Digital Logos Edition
Orthodoxy is Chesterton’s most well-known work. First published 100 years ago and reprinted ever since, Orthodoxy is a classic work that is part memoir, part apologetic. It exhibits Chesterton at his finest—a combination of literary wit, theological acumen, and pointed cultural critic.
Orthodoxy has become a classic, taking its place on the shelves of thinking Christians beside Augustine’s Confession and C.S. Lewis’s Mere Christianity. His goals for Orthodoxy are simple: “I have attempted in a vague and personal way, in a set of mental pictures rather than in a series of deductions, to state the philosophy in which I have come to believe. I will not call it my philosophy; for I did not make it. God and humanity made it; and it made me.” He sharply criticizes the prevailing secular understanding of truth while documenting the genesis of his own spiritual journey. Throughout, Chesterton comments on the intellectual giants of his day—H.G. Wells, Walt Whitman, Arthur Schopenhauer, and George Bernard Shaw.
You can also purchase the print edition of Heretics and Orthodoxy: Two Volumes in One.
“The madman is not the man who has lost his reason. The madman is the man who has lost everything except his reason.” (Page 32)

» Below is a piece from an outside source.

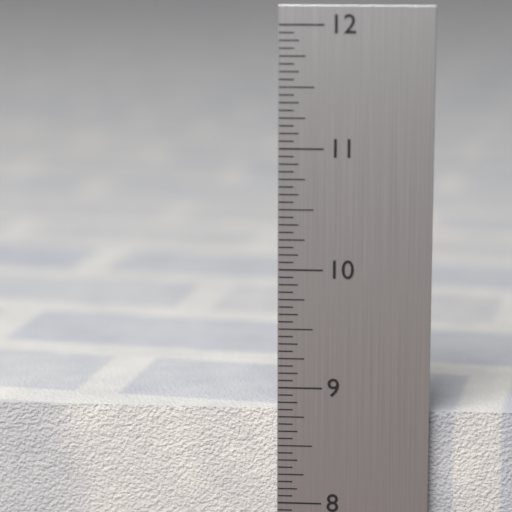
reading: 8.8125 in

“Poetry is sane because it floats easily in an infinite sea; reason seeks to cross the infinite sea, and so make it finite. The result is mental exhaustion, like the physical exhaustion of Mr. Holbein. To accept everything is an exercise, to understand everything a strain. The poet only desires exaltation and expansion, a world to stretch himself in. The poet only asks to get his head into the heavens. It is the logician who seeks to get the heavens into his head. And it is his head that splits.” (Page 29)

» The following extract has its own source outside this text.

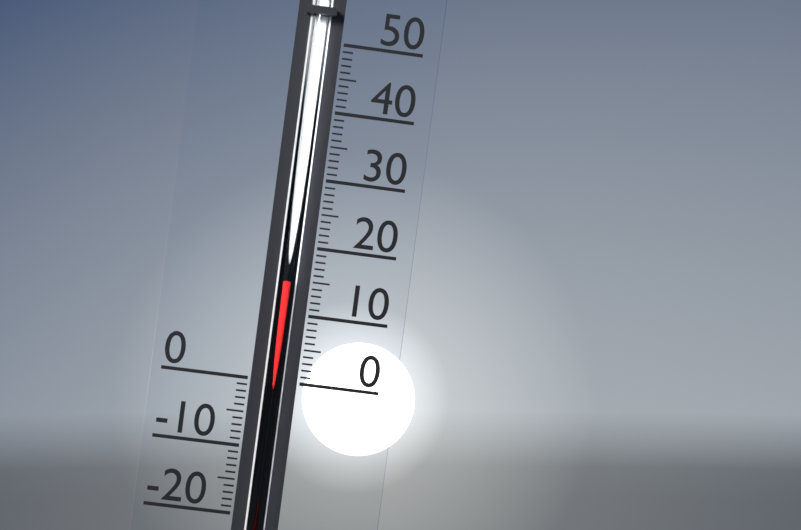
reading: 15 (no unit)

“ I will not call it my philosophy; for I did not make it. God and humanity made it; and it made me.” (Page 14)
“I did try to found a heresy of my own; and when I had put the last touches to it, I discovered that it was orthodoxy.” (Page 19)
“How can we contrive to be at once astonished at the world and yet at home in it?” (Page 15)
Chesterton’s Orthodoxy [is] one of my favorite books. I think it’s the only book I have read more than twice (except for the Bible).
In reading Chesterton, as in reading MacDonald, I did not know what I was letting myself in for. A young man who wishes to remain a sound Atheist cannot be too careful of his reading. There are traps everywhere—‘Bibles laid open, millions of surprises,’ as Herbert says, ‘fine nets and stratagems.’ God is, if I may say it, very unscrupulous.
—C. S. Lewis
[My] greatest influence in writing was G. K. Chesterton, who never used a useless word, who saw the value of a paradox, and avoided what was trite.